Swept up in the British expats’ ceaseless barbecuing and bickering, both father and son slowly discover the truth about each other and the family past. But at the same time they uncover a shocking, unacknowledged secret at the heart of this defiant but beleaguered community. (Viking, 2013)
Carla McKay, Daily Mail
“With her customary gentle wry humour O’Flynn paints a wonderfully depressing portrait of expat life with its desperate barbecue parties, bickering and whiffs of adulterous sex.”
Virginia Blackburn, The Daily Express
“Drowning themselves in alcohol and frying themselves at barbecues, matters go from bad to worse when they discover the development might have been built on the site of a mass grave dating from the horrors of Franco’s regime. No wonder the natives are so mad.Eamonn cannot sell up because no one will buy his apartment. Truly this is a story for our times.It takes a real talent to take circumstances such as these and turn them into a novel of such wisdom and charm but Catherine O’Flynn manages it.”
Melissa Katsoulis, The Telegraph
“It’s a simple story but, thanks to a balance of humour and pathos, a delightful one.

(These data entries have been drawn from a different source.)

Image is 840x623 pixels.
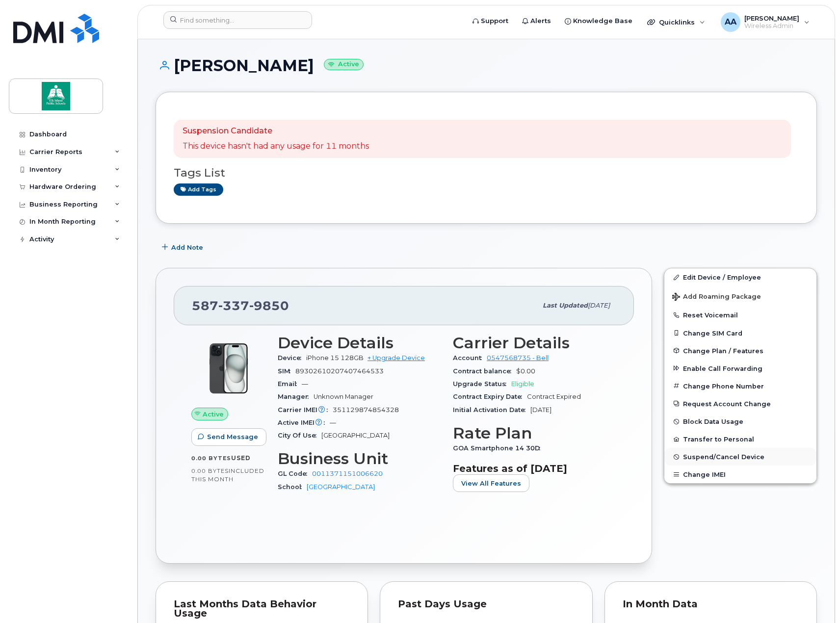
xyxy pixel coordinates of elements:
span: [DATE] [587,301,610,309]
span: GL Code [278,470,312,477]
span: included this month [191,467,264,483]
div: Past Days Usage [398,599,574,609]
h3: Tags List [173,167,798,179]
span: Contract balance [453,367,516,375]
small: Active [324,59,363,70]
p: Suspension Candidate [183,125,369,137]
button: Add Roaming Package [664,286,816,306]
span: School [278,483,307,491]
span: 0.00 Bytes [191,455,231,461]
h3: Features as of [DATE] [453,463,616,474]
span: GOA Smartphone 14 30D [453,444,545,452]
button: Change Plan / Features [664,342,816,360]
div: In Month Data [623,599,798,609]
a: 0547568735 - Bell [487,354,548,361]
h1: [PERSON_NAME] [155,57,817,74]
span: City Of Use [278,432,321,439]
a: Add tags [173,183,223,196]
span: Carrier IMEI [278,406,333,414]
span: — [330,419,336,426]
span: Send Message [207,432,258,441]
span: Contract Expiry Date [453,393,527,400]
button: Enable Call Forwarding [664,360,816,377]
span: Eligible [511,380,534,387]
span: 0.00 Bytes [191,467,229,474]
span: Account [453,354,487,361]
span: 351129874854328 [333,406,399,414]
h3: Business Unit [278,450,441,467]
span: iPhone 15 128GB [306,354,363,361]
button: View All Features [453,474,529,492]
button: Block Data Usage [664,412,816,430]
span: Add Roaming Package [672,293,761,302]
span: Email [278,380,302,387]
span: Change Plan / Features [683,347,763,354]
a: + Upgrade Device [367,354,425,361]
span: Device [278,354,306,361]
a: Edit Device / Employee [664,268,816,286]
span: Unknown Manager [313,393,374,400]
span: [DATE] [530,406,551,414]
span: — [302,380,308,387]
h3: Carrier Details [453,334,616,352]
span: $0.00 [516,367,536,375]
span: Enable Call Forwarding [683,364,762,372]
button: Change SIM Card [664,324,816,342]
span: Initial Activation Date [453,406,530,414]
button: Change IMEI [664,465,816,483]
a: [GEOGRAPHIC_DATA] [307,483,375,491]
span: Last updated [543,301,587,309]
button: Request Account Change [664,395,816,412]
span: 587 [191,298,289,313]
p: This device hasn't had any usage for 11 months [183,141,369,152]
span: Suspend/Cancel Device [683,453,764,460]
span: used [231,454,250,461]
button: Add Note [155,238,212,256]
span: Contract Expired [527,393,581,400]
h3: Rate Plan [453,424,616,442]
button: Suspend/Cancel Device [664,447,816,465]
span: Manager [278,393,313,400]
span: SIM [278,367,295,375]
span: Active IMEI [278,419,330,426]
span: 9850 [249,298,289,313]
span: [GEOGRAPHIC_DATA] [321,432,389,439]
button: Send Message [191,428,266,445]
span: 89302610207407464533 [295,367,384,375]
a: 0011371151006620 [312,470,383,477]
span: Add Note [171,242,203,252]
h3: Device Details [278,334,441,352]
button: Change Phone Number [664,377,816,395]
span: View All Features [461,478,521,488]
span: Upgrade Status [453,380,511,387]
button: Transfer to Personal [664,430,816,447]
span: Active [202,409,224,419]
img: iPhone_15_Black.png [199,339,258,398]
button: Reset Voicemail [664,306,816,324]
span: 337 [218,298,249,313]
div: Last Months Data Behavior Usage [173,599,350,618]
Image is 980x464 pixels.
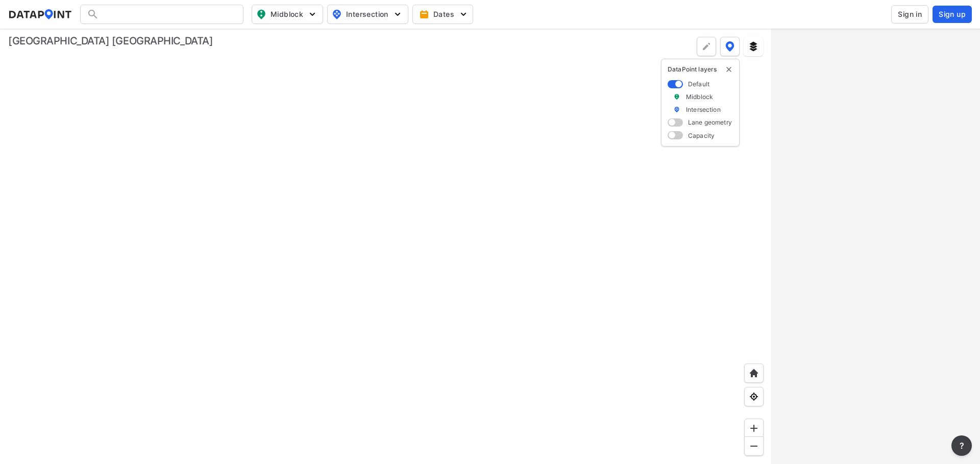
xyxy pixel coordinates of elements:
span: Sign up [939,9,966,20]
button: delete [725,65,733,73]
img: marker_Intersection.6861001b.svg [673,105,680,114]
div: View my location [745,387,764,407]
span: Intersection [332,8,401,21]
button: Sign in [891,5,929,23]
a: Sign in [890,5,931,23]
img: 5YPKRKmlfpI5mqlR8AD95paCi+0kK1fRFDJSaMmawlwaeJcJwk9O2fotCW5ve9gAAAAASUVORK5CYII= [393,9,403,20]
button: Intersection [327,4,409,24]
img: ZvzfEJKXnyWIrJytrsY285QMwk63cM6Drc+sIAAAAASUVORK5CYII= [749,423,759,434]
span: Midblock [257,8,317,21]
button: External layers [744,37,764,56]
img: MAAAAAElFTkSuQmCC [749,441,759,451]
img: calendar-gold.39a51dde.svg [419,9,429,20]
div: [GEOGRAPHIC_DATA] [GEOGRAPHIC_DATA] [8,34,213,48]
img: marker_Midblock.5ba75e30.svg [673,92,680,101]
button: Sign up [933,5,972,23]
button: more [951,435,972,456]
span: ? [958,440,966,451]
div: Home [745,364,764,383]
button: DataPoint layers [721,37,739,56]
img: map_pin_int.54838e6b.svg [331,8,343,21]
span: Sign in [898,9,922,20]
div: Zoom in [745,418,764,438]
img: +Dz8AAAAASUVORK5CYII= [702,41,712,52]
label: Lane geometry [689,118,732,127]
label: Default [689,80,710,89]
img: map_pin_mid.602f9df1.svg [256,8,267,21]
img: dataPointLogo.9353c09d.svg [8,9,72,20]
img: +XpAUvaXAN7GudzAAAAAElFTkSuQmCC [749,368,759,378]
label: Intersection [686,105,721,114]
img: 5YPKRKmlfpI5mqlR8AD95paCi+0kK1fRFDJSaMmawlwaeJcJwk9O2fotCW5ve9gAAAAASUVORK5CYII= [308,9,317,20]
img: close-external-leyer.3061a1c7.svg [725,65,733,73]
a: Sign up [931,5,972,23]
span: Dates [421,9,467,20]
img: layers.ee07997e.svg [748,41,759,52]
div: Zoom out [745,436,764,456]
div: Polygon tool [697,37,716,56]
button: Midblock [252,4,323,24]
label: Capacity [689,131,714,139]
p: DataPoint layers [668,65,733,73]
img: zeq5HYn9AnE9l6UmnFLPAAAAAElFTkSuQmCC [749,392,759,401]
img: 5YPKRKmlfpI5mqlR8AD95paCi+0kK1fRFDJSaMmawlwaeJcJwk9O2fotCW5ve9gAAAAASUVORK5CYII= [459,9,469,20]
label: Midblock [686,92,714,101]
img: data-point-layers.37681fc9.svg [725,41,735,52]
button: Dates [412,4,473,24]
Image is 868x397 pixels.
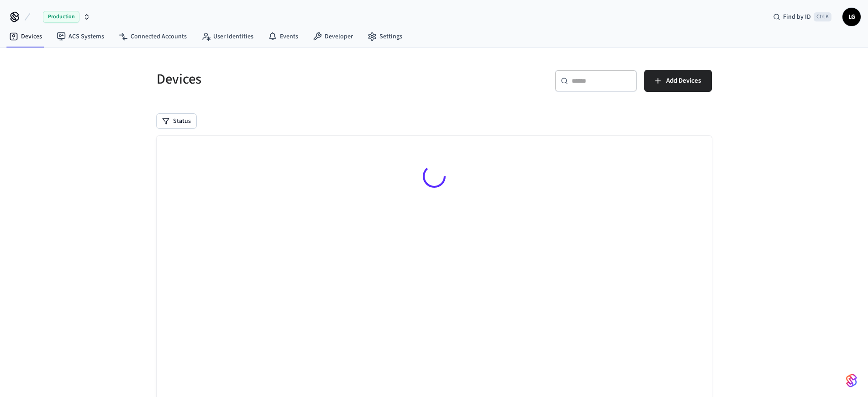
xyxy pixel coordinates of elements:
[644,70,711,92] button: Add Devices
[306,28,360,45] a: Developer
[783,12,811,22] span: Find by ID
[666,75,701,87] span: Add Devices
[843,8,860,25] span: LG
[846,373,857,388] img: SeamLogoGradient.69752ec5.svg
[261,28,306,45] a: Events
[2,28,50,45] a: Devices
[157,70,429,89] h5: Devices
[43,11,80,23] span: Production
[50,28,111,45] a: ACS Systems
[765,8,839,25] div: Find by IDCtrl K
[194,28,261,45] a: User Identities
[157,114,196,128] button: Status
[111,28,194,45] a: Connected Accounts
[813,12,832,22] span: Ctrl K
[842,7,861,26] button: LG
[360,28,409,45] a: Settings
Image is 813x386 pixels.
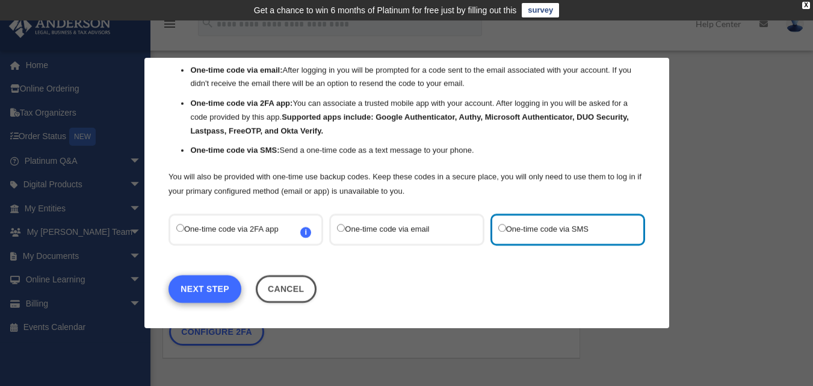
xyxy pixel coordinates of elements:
[522,3,559,17] a: survey
[337,224,345,232] input: One-time code via email
[168,170,645,199] p: You will also be provided with one-time use backup codes. Keep these codes in a secure place, you...
[255,275,316,303] button: Close this dialog window
[337,221,464,238] label: One-time code via email
[300,227,311,238] span: i
[190,113,628,135] strong: Supported apps include: Google Authenticator, Authy, Microsoft Authenticator, DUO Security, Lastp...
[190,144,645,158] li: Send a one-time code as a text message to your phone.
[802,2,810,9] div: close
[168,19,645,199] div: There are 3 methods available to choose from for 2FA:
[254,3,517,17] div: Get a chance to win 6 months of Platinum for free just by filling out this
[190,146,279,155] strong: One-time code via SMS:
[498,221,625,238] label: One-time code via SMS
[190,64,645,91] li: After logging in you will be prompted for a code sent to the email associated with your account. ...
[176,221,303,238] label: One-time code via 2FA app
[190,97,645,138] li: You can associate a trusted mobile app with your account. After logging in you will be asked for ...
[168,275,241,303] a: Next Step
[190,66,282,75] strong: One-time code via email:
[176,224,184,232] input: One-time code via 2FA appi
[498,224,505,232] input: One-time code via SMS
[190,99,292,108] strong: One-time code via 2FA app:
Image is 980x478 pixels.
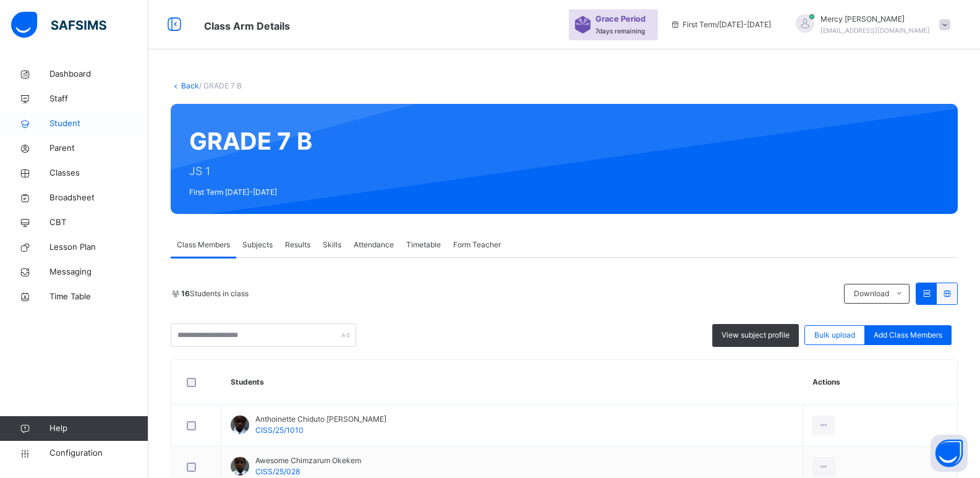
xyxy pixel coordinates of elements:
span: Messaging [50,266,148,278]
span: Time Table [50,291,148,303]
span: Bulk upload [814,330,855,341]
span: 7 days remaining [595,28,645,35]
span: Student [50,118,148,130]
span: session/term information [670,19,771,30]
span: Mercy [PERSON_NAME] [820,14,929,25]
span: Grace Period [595,13,645,25]
img: sticker-purple.71386a28dfed39d6af7621340158ba97.svg [575,16,591,33]
span: View subject profile [721,330,790,341]
span: Configuration [50,448,148,460]
span: Classes [50,167,148,180]
span: Attendance [353,239,394,251]
span: Download [854,288,889,299]
span: Staff [50,93,148,105]
span: Broadsheet [50,192,148,204]
span: Students in class [181,288,248,299]
img: safsims [11,12,107,38]
span: Awesome Chimzarum Okekem [255,455,361,467]
span: Help [50,423,148,435]
a: Back [181,81,199,90]
div: MercyKenneth [783,14,956,36]
span: Form Teacher [453,239,501,251]
th: Students [221,360,803,405]
th: Actions [803,360,957,405]
b: 16 [181,289,190,298]
span: Skills [323,239,341,251]
span: CBT [50,216,148,229]
span: CISS/25/028 [255,467,300,476]
span: Lesson Plan [50,241,148,253]
span: Class Members [177,239,230,251]
span: / GRADE 7 B [199,81,242,90]
span: Anthoinette Chiduto [PERSON_NAME] [255,414,386,426]
span: Class Arm Details [204,19,290,32]
button: Open asap [930,435,967,472]
span: Dashboard [50,68,148,80]
span: Subjects [242,239,272,251]
span: Timetable [406,239,441,251]
span: Add Class Members [873,330,942,341]
span: [EMAIL_ADDRESS][DOMAIN_NAME] [820,27,929,34]
span: Results [285,239,310,251]
span: CISS/25/1010 [255,426,304,435]
span: Parent [50,143,148,155]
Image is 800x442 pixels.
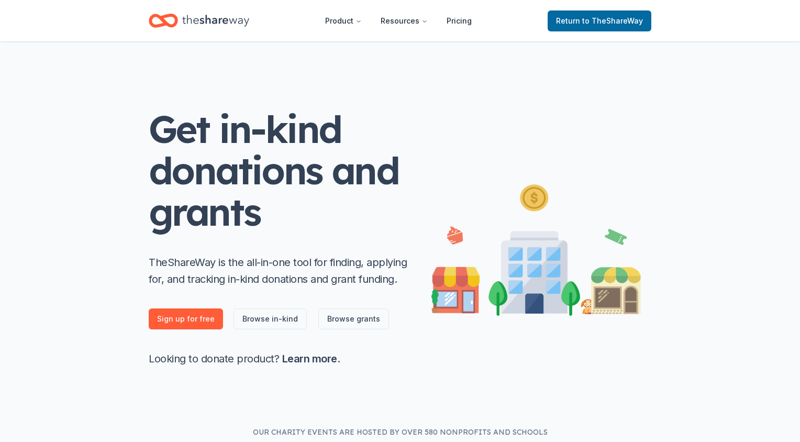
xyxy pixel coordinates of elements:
p: Looking to donate product? . [149,350,410,367]
button: Resources [372,10,436,31]
a: Learn more [282,352,337,365]
h1: Get in-kind donations and grants [149,108,410,233]
a: Sign up for free [149,308,223,329]
nav: Main [317,8,480,33]
a: Browse grants [318,308,389,329]
a: Home [149,8,249,33]
p: TheShareWay is the all-in-one tool for finding, applying for, and tracking in-kind donations and ... [149,254,410,287]
span: to TheShareWay [582,16,643,25]
img: Illustration for landing page [431,180,641,316]
a: Pricing [438,10,480,31]
a: Returnto TheShareWay [548,10,651,31]
a: Browse in-kind [233,308,307,329]
span: Return [556,15,643,27]
button: Product [317,10,370,31]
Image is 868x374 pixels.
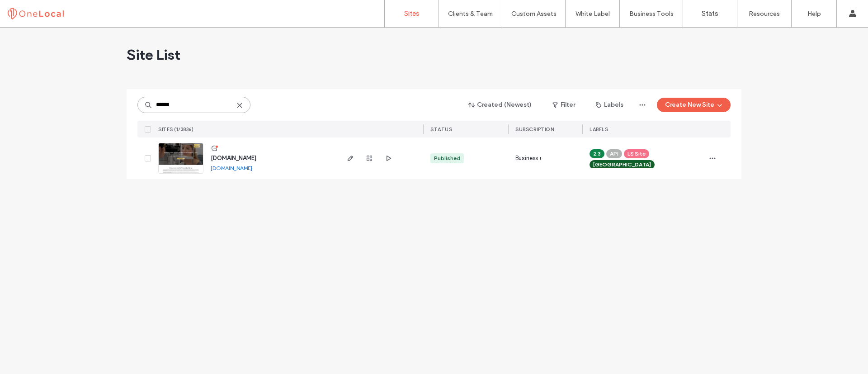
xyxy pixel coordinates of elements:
[211,165,252,172] a: [DOMAIN_NAME]
[590,126,608,132] span: LABELS
[516,126,554,132] span: SUBSCRIPTION
[434,154,460,162] div: Published
[629,10,673,17] label: Business Tools
[807,10,822,17] label: Help
[20,6,44,14] span: Ayuda
[448,10,493,17] label: Clients & Team
[593,161,651,168] span: [GEOGRAPHIC_DATA]
[431,126,452,132] span: STATUS
[576,10,610,17] label: White Label
[749,10,780,17] label: Resources
[588,98,632,112] button: Labels
[593,150,601,157] span: 2.3
[404,9,420,17] label: Sites
[516,154,542,163] span: Business+
[702,9,718,17] label: Stats
[657,98,731,112] button: Create New Site
[127,46,180,64] span: Site List
[511,10,557,17] label: Custom Assets
[610,150,618,157] span: API
[543,98,584,112] button: Filter
[211,154,257,161] a: [DOMAIN_NAME]
[158,126,194,132] span: SITES (1/3836)
[461,98,540,112] button: Created (Newest)
[628,150,646,157] span: LS Site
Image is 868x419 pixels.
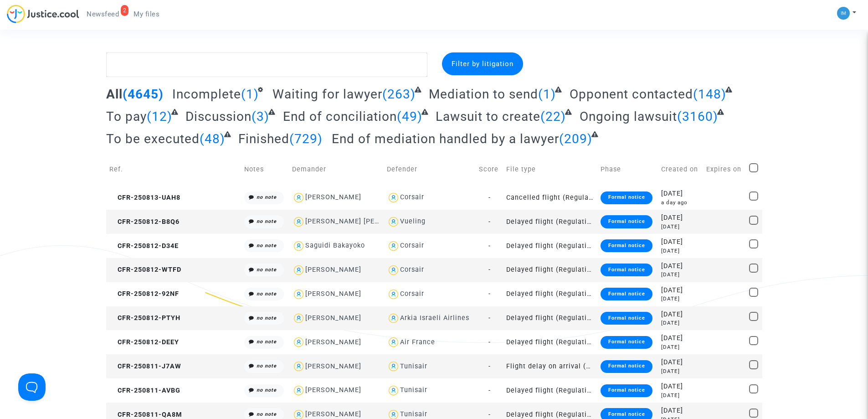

The dialogue is perfectly pitched, the characters cliché-free (some achievement, considering they are mostly that type of show-offy expat we think we know so well), and every description of a weed growing through damp concrete or the things Eamonn misses about England (“John Humphrys, Pudsey Bear, smug young men with beards”) gives O’Flynn’s writing vivacity.”
Kate Saunders, The Times
“O’Flynn writes with brilliant wit and warmth about people cast adrift in contemporary wildernesses, and the resolution between father and son is surprising and satisfying.”
Phil Baker, The Sunday Times
“Like Jonathan Coe, O’Flynn has a gift for catching recent social history in her fiction, and this is a cuttingly down-to-earth book about families, expats and the experience of being Irish in Britain in the 1970s.”
Hazel Sheffield, The Financial Times
“Of the myriad characters and subplots that circle Eamonn’s story, the plight of the illegal African immigrants, some of whom wash up dead on a nearby beach, is never fully explored. They are shadows hiding in derelict buildings, good only for spooking the snotty European residents. But when she gets to the details, O’Flynn writes terrifically about disappointment and denial, skipping easily between the present and moments in Eamonn and Dermot’s past that explain how they became who they are.”
Leyla Sanai, The Independent
“O’Flynn is good at mild comedy, humorously illustrating idiosyncrasies in her characters as Mark Haddon and Roddy Doyle do. But whereas Haddon moved on to explore more complex relationships and a less simple prose style in The Red House, Mr Lynch’s Holiday can still feel so slight as to border on the insubstantial.”